Could you provide some details on what your camper dimensions are, and how your walls are built up? I guess you were going with ply/foam/aluminum? Internal stringers (frame)?
Rruff, been on a business trip, nice to hear from you.
The external dimensions of our cabin should be exactly 3600mm long x 2200mm wide x 1950mm high at the highest point, giving 1900mm headroom inside in the middle. (That’s 11 foot 10 inches long x 7foot 3 inches wide x 6 foot 5inches high, giving 6foot 3 inches headroom in the centre.) It will be lower at the ends of the roof for runoff and streamlining, so lowest at the front.
The floor is ¾” treated ply.
Yes, I am planning to do the walls in ¼” treated ply inside, 2” foamular 250 and 0.036 inch aluminum outside (edited to add a zero!), the whole lot held together by epoxy thickened with West microfibers adhesive blend made up to a putty consistency, spread with a slotted trowel and then a spreader and pressed together by a vacuum bag at about 2psi of vacuum (That is 288 lbs per square foot, of course). Did a test (without vacuum, using weights because my plumbing isn’t ready) held well although needed more weight round the edges...it is for that uniformity that I am using the vacuum. One has to pull off the face of the foam to release the ply or aluminium.
I am going to rout and epoxy 4” strips of ply flat to the outside walls where the foam pieces join (the foam pieces are 600mm wide). That strengthens the joins and gives me a furring strip to screw or rivet the aly to in the future if it delaminates anywhere.
Inside, I mean to have ply furring strips routed and epoxied into the foam beneath the wall ply, one at bed height, one at shoulder height. I will probably put framing at the door and windows and access hatches when I make the wall panels but I am toying with adding it after, although that is not so easy to do because of the aluminium. I am also considering other material i can use, eg, plastic...don't like wood near the windows and doors.
The shape of the caravan will be determined by building the walls oversize and cutting them to a profile I like, then putting them up. The roof will be wooden stringers, foam and thin ply covered in fibreglass. I may make the roof in place, I may make it elsewhere, in two pieces and epoxy it on and together.
Here are photos of the chassis back from galvanising.
front view
rear view. All the cross-members bar three are galvansised inside and out, ditto the a-frame. The rails are galvanised outside. I may put some rust preventative in them.
I love the look of galvanising...it makes jewellry out of steel!
You cannot see it clearly but the chassis has conduit holders welded on and all holes drilled for the trailer lights. Likewise the holes have been drilled for running the brake pipes and hoses in a neat way (Hydraulic brakes).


WHAT IS BEING ASKED:
All of the entries below need repeating exactly, apart from their images.

INPUT:
<<<<
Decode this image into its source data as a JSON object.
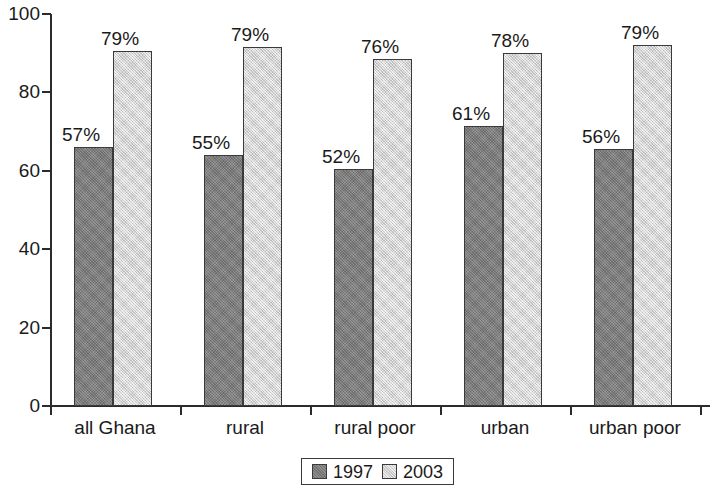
{
  "chart_data": {
    "type": "bar",
    "title": "",
    "subtitle": "",
    "xlabel": "",
    "ylabel": "",
    "ylim": [
      0,
      100
    ],
    "yticks": [
      0,
      20,
      40,
      60,
      80,
      100
    ],
    "ytick_labels": [
      "0",
      "20",
      "40",
      "60",
      "80",
      "100"
    ],
    "grid": false,
    "legend_position": "bottom-center",
    "categories": [
      "all Ghana",
      "rural",
      "rural poor",
      "urban",
      "urban poor"
    ],
    "series": [
      {
        "name": "1997",
        "color": "#808080",
        "values": [
          66,
          64,
          60.5,
          71.5,
          65.5
        ],
        "data_labels": [
          "57%",
          "55%",
          "52%",
          "61%",
          "56%"
        ]
      },
      {
        "name": "2003",
        "color": "#dcdcdc",
        "values": [
          90.5,
          91.5,
          88.5,
          90,
          92
        ],
        "data_labels": [
          "79%",
          "79%",
          "76%",
          "78%",
          "79%"
        ]
      }
    ],
    "legend": [
      "1997",
      "2003"
    ]
  },
  "legend": {
    "items": [
      {
        "label": "1997",
        "color": "#808080"
      },
      {
        "label": "2003",
        "color": "#dcdcdc"
      }
    ]
  },
  "colors": {
    "series_1997": "#808080",
    "series_2003": "#dcdcdc",
    "axis": "#2b2b2b",
    "text": "#1a1a1a",
    "background": "#ffffff"
  }
}
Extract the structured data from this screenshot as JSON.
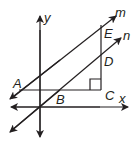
{
  "diagram": {
    "axes": {
      "x_label": "x",
      "y_label": "y"
    },
    "lines": [
      {
        "name": "m",
        "label": "m"
      },
      {
        "name": "n",
        "label": "n"
      }
    ],
    "points": [
      {
        "name": "A",
        "label": "A"
      },
      {
        "name": "B",
        "label": "B"
      },
      {
        "name": "C",
        "label": "C"
      },
      {
        "name": "D",
        "label": "D"
      },
      {
        "name": "E",
        "label": "E"
      }
    ],
    "right_angle_at": "C",
    "colors": {
      "stroke": "#231f20",
      "background": "#ffffff"
    }
  }
}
>>>>
WRITTEN RESPONSE:
Decode this image into its source data as a JSON object.
{
  "chart_data": {
    "type": "bar",
    "title": "",
    "subtitle": "",
    "xlabel": "",
    "ylabel": "",
    "ylim": [
      0,
      100
    ],
    "yticks": [
      0,
      20,
      40,
      60,
      80,
      100
    ],
    "ytick_labels": [
      "0",
      "20",
      "40",
      "60",
      "80",
      "100"
    ],
    "grid": false,
    "legend_position": "bottom-center",
    "categories": [
      "all Ghana",
      "rural",
      "rural poor",
      "urban",
      "urban poor"
    ],
    "series": [
      {
        "name": "1997",
        "color": "#808080",
        "values": [
          66,
          64,
          60.5,
          71.5,
          65.5
        ],
        "data_labels": [
          "57%",
          "55%",
          "52%",
          "61%",
          "56%"
        ]
      },
      {
        "name": "2003",
        "color": "#dcdcdc",
        "values": [
          90.5,
          91.5,
          88.5,
          90,
          92
        ],
        "data_labels": [
          "79%",
          "79%",
          "76%",
          "78%",
          "79%"
        ]
      }
    ],
    "legend": [
      "1997",
      "2003"
    ]
  },
  "legend": {
    "items": [
      {
        "label": "1997",
        "color": "#808080"
      },
      {
        "label": "2003",
        "color": "#dcdcdc"
      }
    ]
  },
  "colors": {
    "series_1997": "#808080",
    "series_2003": "#dcdcdc",
    "axis": "#2b2b2b",
    "text": "#1a1a1a",
    "background": "#ffffff"
  }
}
Extract the structured data from this screenshot as JSON.
{
  "diagram": {
    "axes": {
      "x_label": "x",
      "y_label": "y"
    },
    "lines": [
      {
        "name": "m",
        "label": "m"
      },
      {
        "name": "n",
        "label": "n"
      }
    ],
    "points": [
      {
        "name": "A",
        "label": "A"
      },
      {
        "name": "B",
        "label": "B"
      },
      {
        "name": "C",
        "label": "C"
      },
      {
        "name": "D",
        "label": "D"
      },
      {
        "name": "E",
        "label": "E"
      }
    ],
    "right_angle_at": "C",
    "colors": {
      "stroke": "#231f20",
      "background": "#ffffff"
    }
  }
}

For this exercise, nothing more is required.